I realized I needed a serious deadline. One I couldn’t push back. Working in animation I have deadlines I have to submit designs by or it affects other people and can create a domino effect.

 
 

That means sometimes I have to submit designs even if I hate them. If a drawing is truly terrible the art director or show runner will note it and the design will come back to me. But most of the time the designs I hate the most get approved immediately.

Tip 3: Accountability to a Deadline

I needed an external deadline. One I couldn’t easily push back. A friend of mine told me about a small indie publisher, OneShot. Their second anthology was science fiction themed and submissions were open. Daniel and I prepared a pitch deck along with the pages we’d finished so far. And we were selected!

Just a note when submitting your comic for anthologies or to publishers. We liked OneShot because we retained the IP rights to our comic.

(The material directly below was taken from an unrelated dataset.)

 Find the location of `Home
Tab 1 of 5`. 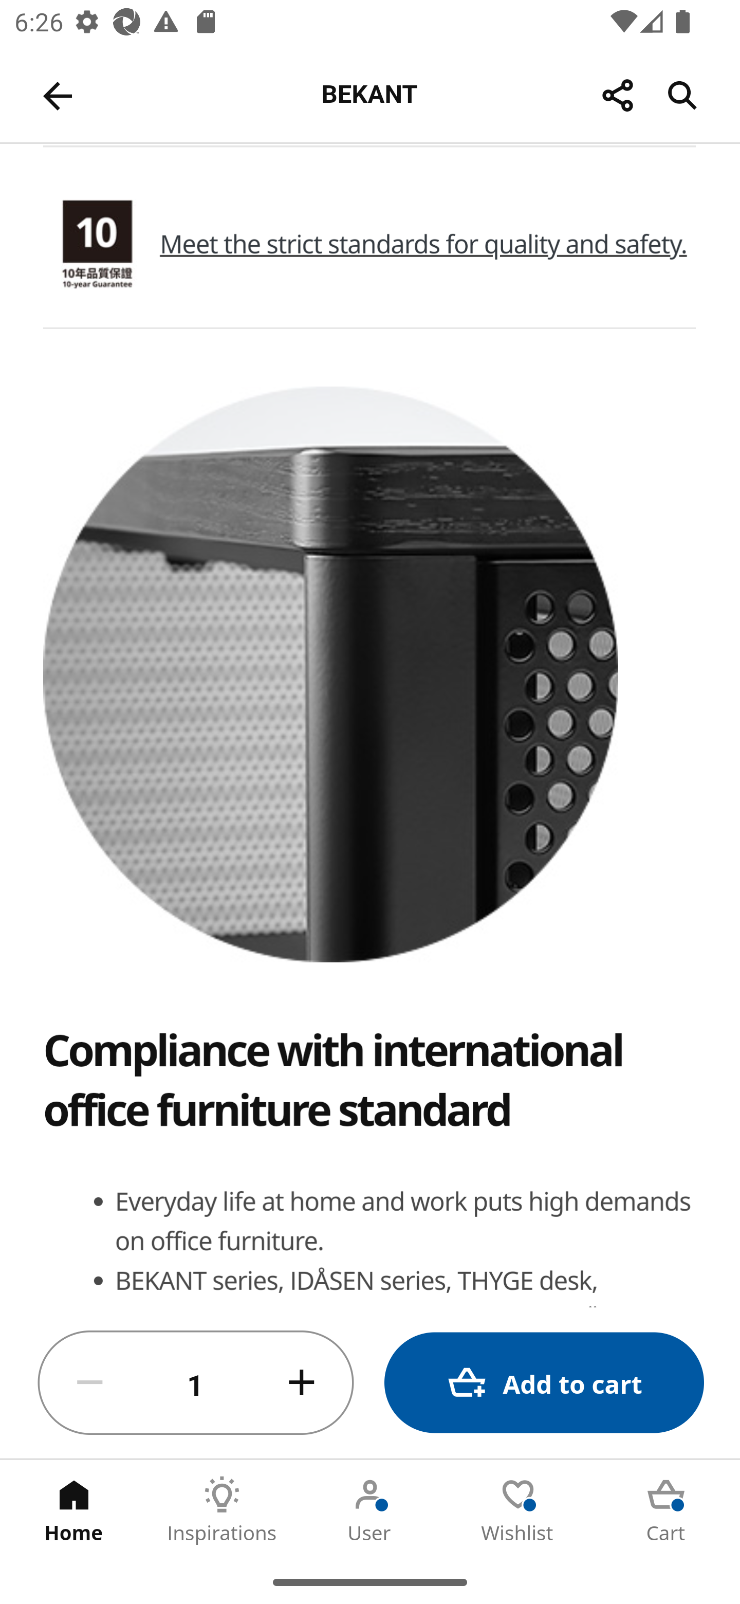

Working with OneShot they only asked for exclusive distribution rights for 1 year. Don’t sell your IP rights!

Having an external deadline forces you to confront the parts of the comic making process that you might not enjoy, or are even dreading. At the end of the day, the comic has to be finished by that deadline. So it forces you not to be so precious and finish the task.

Obstacle 4: Procrastination

Oh boy this is the big one! Even after being accepted by the anthology and with a looming deadline it was hard to start working sometimes. I would come home after a long day, make dinner and all I would want to do would be to turn my brain off and play video games.

 
 

I would justify by telling myself “I can always work more hours tomorrow or on the weekend.” Which of course never happened.

In Cal Newport’s book Deep Work, he talks about how willpower is a finite resource. It was a losing battle for me to make the decision to work or not every night. With my willpower spent, it was no surprise I would do the easy thing and watch a show or play games. So the biggest thing that helped me overcome this procrastination is my final tip.

 
 

But before we get to that final tip I want to tell you how you can read this comic I‘ve been talking about. The comic is called IN HEAVEN and it's about a kid who accidentally wakes up from cryosleep on a massive space freighter. He has spent his entire life in a simulation, and the next 30 minutes will be his first experience with the real world. The comic will be exclusively available in the Dream.exe comic anthology along with other incredible comics that explore the relationships between humans and machines. Click HERE to check out the Kickstarter campaign.

And now back to the final tip!

Tip 4: Schedule Working Time

In Cal Newport’s book Deep Work he says:

“The key to developing a deep work habit is to move beyond good intentions and add routines and rituals to your working life designed to minimize the amount of your limited willpower necessary to transition into and maintain a state of unbroken concentration.”

So the final tip is to schedule working time. For me that meant setting 8pm to 10pm Tuesday to Thursday to work. So even if I was tired and didn’t want to work, I would sit down at my desk and start working. Starting is the hardest part. But by setting those working hours you eliminate that initial hurdle and resistance to work. Once you get into the work state it is so much easier to keep working.

When setting your working time, be realistic and give yourself breaks. The last thing you want to do is burn out trying to sprint to the finish.

So that's it! Those are the 4 tips that helped me make the difference and actually finish my comic!

  1. Keep it Simple

  2. Don’t Care

  3. Accountability to a Deadline

  4. Schedule Working Time

I want more artists to experience the joy that comes from finishing a project. So hopefully you found some of these insights from my experience helpful.

So long, thank you and see you next time!

-Aaron Painter

Watch the video here: LINK

LINKS:

Our Bones Dust by Ben Stenbeck: https://amzn.to/3QlsmV6

Deep Work by Cal Newport: https://amzn.to/4jZolTI

Any Amazon links I post are affiliate links. I earn from qualifying purchases.